Only a minority of the Republicans on the board have the guts to point out how foolish turning away sick immigrants would be. Board member Nicol Huff identifies herself as a staunch fiscal conservative. She is also a member of three local Republican Women’s groups. “People are looking at this as a political issue, but it’s just common sense,” she says. “If you see them in a clinic setting, it’s more cost-effective.”

Poor, undocumented immigrants refused care at local clinics are likely to wind up in the district’s emergency rooms, which are mandated by state law to turn no one away. When they get there, they are likely to be sicker, more expensive to treat, and harder to cure. Studies by Texas non-profit Save Our ERs estimate that ER trips cost somewhere between four and ten times as much as preventive clinic visits. That’s largely at taxpayer expense. Hospitals then pass on increased costs to insurance companies, who in turn pass the bill on to policyholders. It also jams more sick people into the Houston area’s already overcrowded emergency care system. “It’s basically pay less now or pay more later,” says Montgomery County physician Dr. Steve Farber. “It’s cheaper to treat high blood pressure than a stroke.”

Even more dangerous, untreated people may pass infectious diseases like tuberculosis or meningitis on to the rest of the population. Farber speculates that school children may be especially susceptible to this sort of epidemic. “It’s a massive public health issue,” Farber says. “People think we shouldn’t be paying for these people because they shouldn’t be here. We’re not the INS. If they’re going to be here, they need to receive care.”

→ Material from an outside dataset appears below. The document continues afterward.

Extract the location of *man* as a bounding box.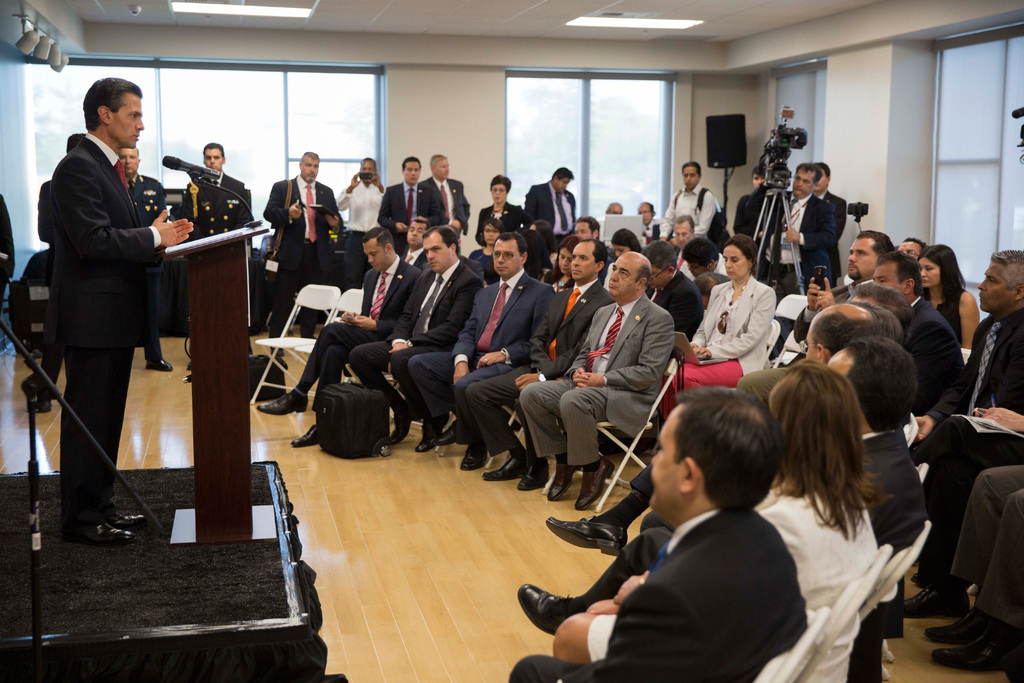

The hospital district board’s vote to seek Abbott’s counsel comes as a result of a rider slipped into the massive health services reorganization bill HB 2292 by Rep. Rick Noriega (D-Houston). The rider makes undocumented immigrants eligible for clinic visits, but leaves it up to hospitals whether to provide care. In January, Tarrant County hospitals interpreted the law as mandating care for undocumented immigrants. At least 250 of the state’s 254 hospital districts provide such care.

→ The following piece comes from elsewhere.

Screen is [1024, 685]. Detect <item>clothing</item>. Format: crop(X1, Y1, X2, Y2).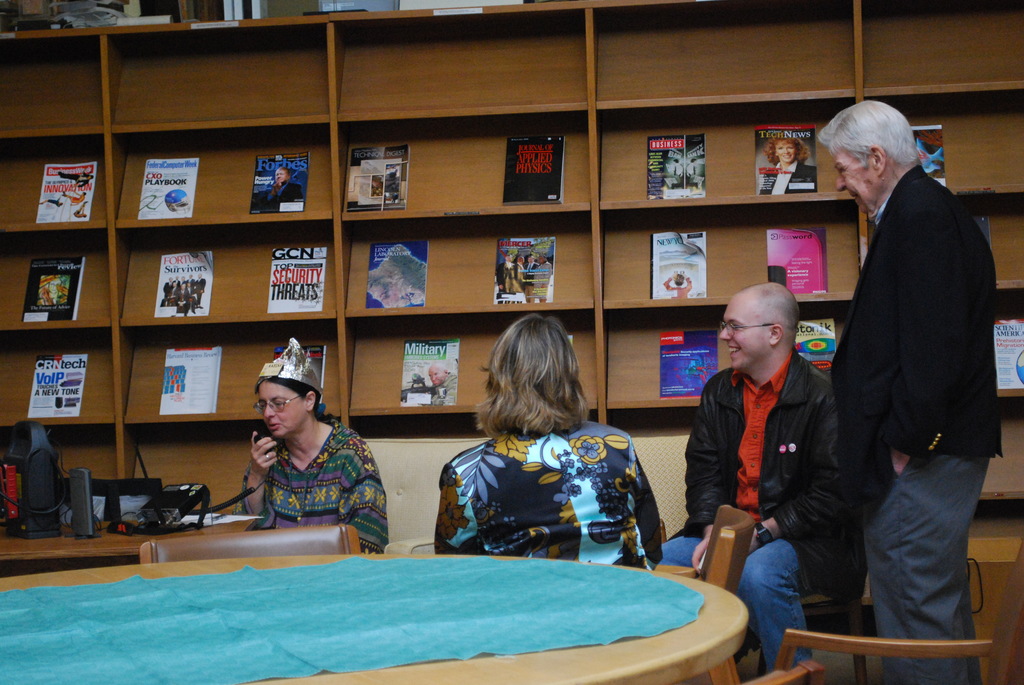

But the vote to involve the AG’s office is not just about health care and who pays for it; it’s also the latest move in an ongoing struggle for the soul of the Republican Party in Montgomery County. One of the most outspoken opponents of care for undocumented workers is Jim Jenkins, chair of the county’s Republican Leadership Council, who proposed that undocumented immigrants seeking care be “gathered up and sent home.” (Despite its name, the Council has no official affiliation with the Montgomery County GOP.)

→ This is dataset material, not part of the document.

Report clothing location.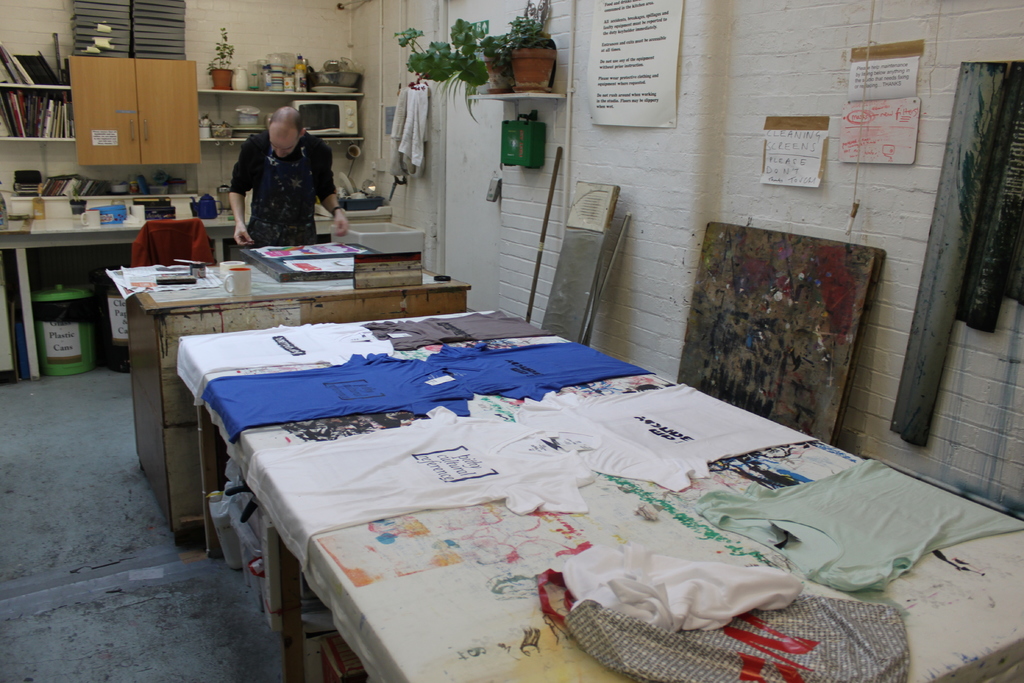
Report: locate(374, 302, 552, 361).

No coincidence, Jenkins is running for chair of the Montgomery County GOP against 40-year incumbent Dr. Walter Wilkerson. When Wilkerson voiced concerns about untreated immigrants at a hospital district board meeting, and called for compromise, Jenkins launched a smear campaign, saying his comments defied common sense and the sacred tenets of the Republican Party platform.

The frenzy whipped up over the care of undocumented immigrants is just the latest stunt by the folks over at the Montgomery County RLC. In 2002, the group successfully lobbied a Conroe shopping center to add a plaster fig leaf to cover a reproduction of Michelangelo’s David. A local Italian restaurant was similarly harassed until managers removed photographs of nude marble statues. RLC members also spearheaded a successful push to have the county library place under lock and key two children’s sexual education books depicting frontal nudity. While it’s easy to laugh at these small-minded activities, when it comes to the health care of those who tend the lawns and provide the services for Montogmery County’s wealthy, it turns deadly serious.